It was Julian Temple who arranged the first studio recording for The Clash.
"On the Sunday evening when we knew the gatekeeper was down at the pub, we smuggled the band's van into the film school and onto the old movie sound stage that was part of these old movie studios where film school was based. That was the first time The Clash recorded anything in the studio," Temple says.
"There was a sense of wanting to heal some feelings that we had about Joe, because we never gave him a proper memorial, in terms of a concert or anything like that."
Temple captured Joe Strummer roaring his way through the vocal track of White Riot, the band's anthem of bored teen anger. It's a raw demonstration of Strummer's power as a performer.
Temple and Strummer became friends. He says Strummer always had something interesting or challenging to say. It was a friendship that lasted for the rest of Strummer's life.
The Sex Pistols imploded after about a year, but The Clash, with Strummer at the forefront, quickly built an international audience, even breaking into the U.S. mainstream with Rock the Casbah.
Temple says that while The Clash enjoyed the early flush of fame, it began wearing on the band, and especially Strummer. He wasn't a saint, and he rubbed a lot of people the wrong way over the years. But Temple says Strummer remained idealistic.
"And I think that gave him a sense of only wanting to be famous because he had something he felt was important to say," says Temple.
After 10 years it was The Clash's turn to implode, and Strummer drifted for a while. He was on his way back with his new band, the Mescalaros, when he died of a heart attack. Julian Temple, who is now a name in music and film, says many people felt wounded by his death.
"There was a sense of wanting to heal some feelings that we had about Joe, because we never gave him a proper memorial, in terms of a concert or anything like that," he says.
Temple decided to make a film. He had footage from all through The Clash's career, but he needed to get people to look back and say what The Clash meant to them.
To do that, he arranged bonfires and taped interviews as people sat around to reminisce and argue, something Strummer himself loved to do.
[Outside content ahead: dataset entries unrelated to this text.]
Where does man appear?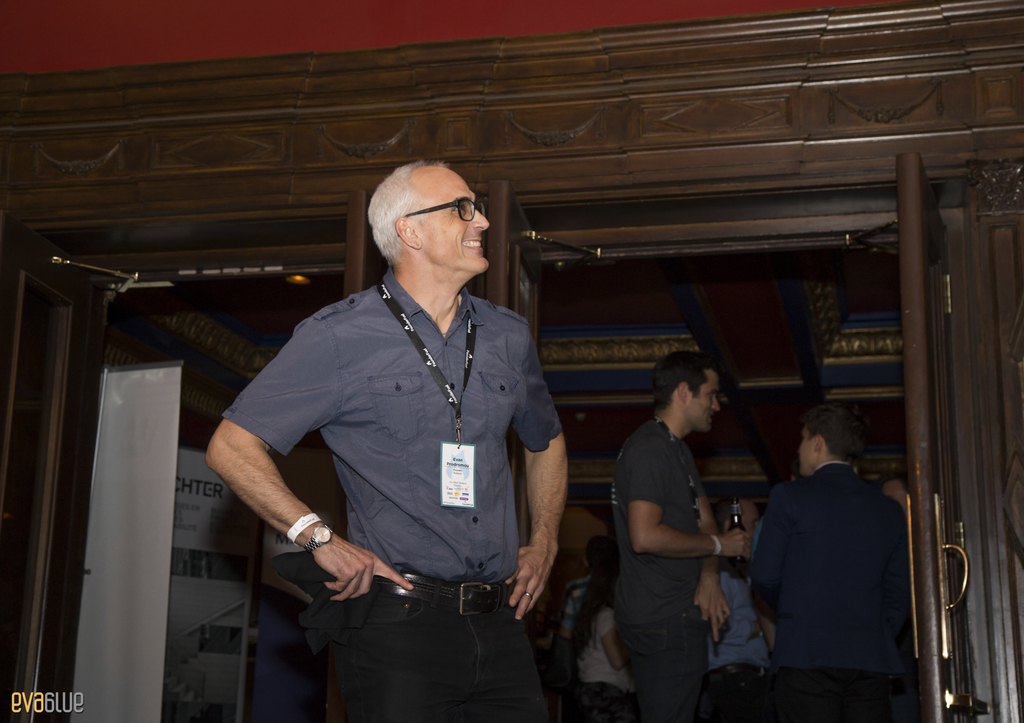
Appears at 702, 498, 769, 713.
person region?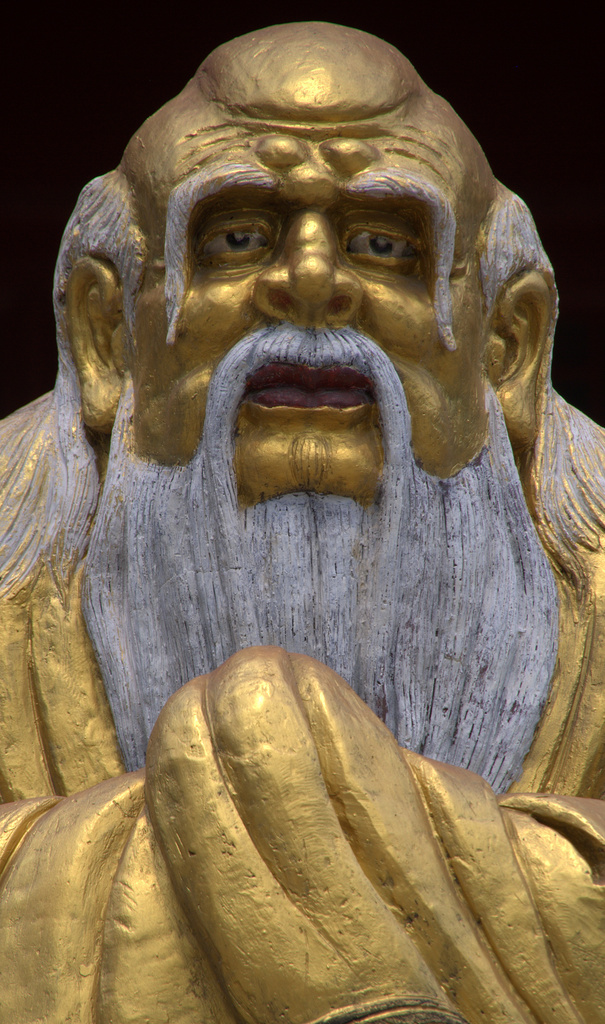
<box>0,8,604,1023</box>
What is amazing is who turned up. There are friends, family and people who attended the early concerts. There are also celebrities like Martin Scorcese, Johnny Depp and Bono of U2, whose first ever concert was seeing The Clash.
"There was a violence in the air," Bono says. "I was terrified. I was excited, and rock and roll was not entertainment in that moment. It was not a matter of life and death, something much more serious."
Everyone sits in the dark, their faces lit and sometimes obscured by the flames, talking about Joe Strummer. Temple doesn't name them, though. He says there are so many, it would be like reading a book. And he likes the egalitarianism, and the challenge to see if the audience can differentiate the aging stars from the ordinary people.
He thinks Joe Strummer would have approved.